Four things parents ask.

I'm a single or divorced parent. Do I need my ex to sign anything?

No. CIT 0001 requires one parent or legal guardian's signature, not both. Your custody arrangement, divorce status, or your ex's cooperation (or lack of it) doesn't affect your ability to apply on your child's behalf. You sign as the parent, you file the application, and IRCC processes it. There is no second-parent consent requirement and no custody documentation needed unless someone other than a biological or adoptive parent is the one applying.

My child only has one form of ID. Will the application be rejected?

No — IRCC explicitly accommodates this for minors. If your child doesn't have two pieces of ID, or doesn't have any photo ID, include an explanation letter with the application that says so. The two-ID rule still applies in principle, but the explanation letter satisfies it for children. The two-ID rule page covers what counts as ID and how to write the letter.

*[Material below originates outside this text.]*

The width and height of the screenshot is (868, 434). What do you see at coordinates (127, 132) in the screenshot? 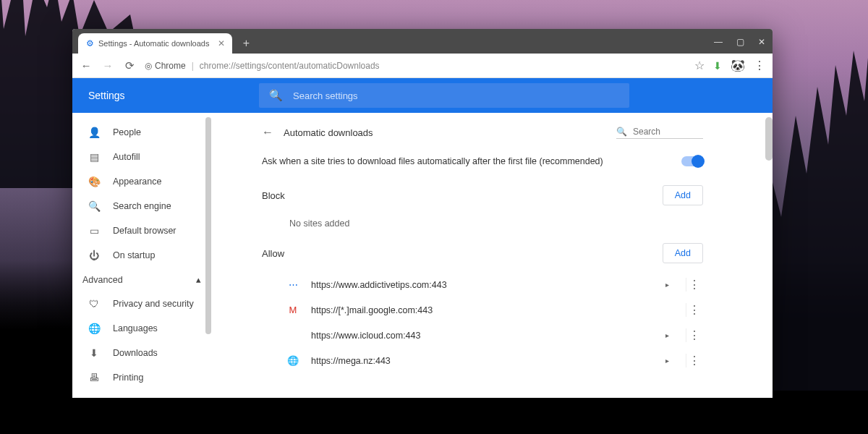
I see `sidebar-item-label: People` at bounding box center [127, 132].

Can I file my own application and my children's together?

Yes — and IRCC encourages it. Each applicant (you and each child) needs their own complete CIT 0001 with their own supporting documents and their own $75 fee, but the applications go in a single envelope with one cover letter listing everyone. The CIT 0001 form itself explicitly says: "If you are sending more than one application, send all of them together in one envelope." This is also the most common way multi-generation families file.

My child is adopted. Does that change the application?

It might, depending on when and how the adoption was finalized. If your child was adopted in Canada or has already been recognized as a Canadian citizen through adoption, CIT 0001 is the correct form. If they were adopted outside Canada and haven't been granted Canadian citizenship yet, a different form (CIT 0003) applies. Adoption rules for citizenship are complex enough that we won't summarize them here — see IRCC's adoption and citizenship page for the actual rules.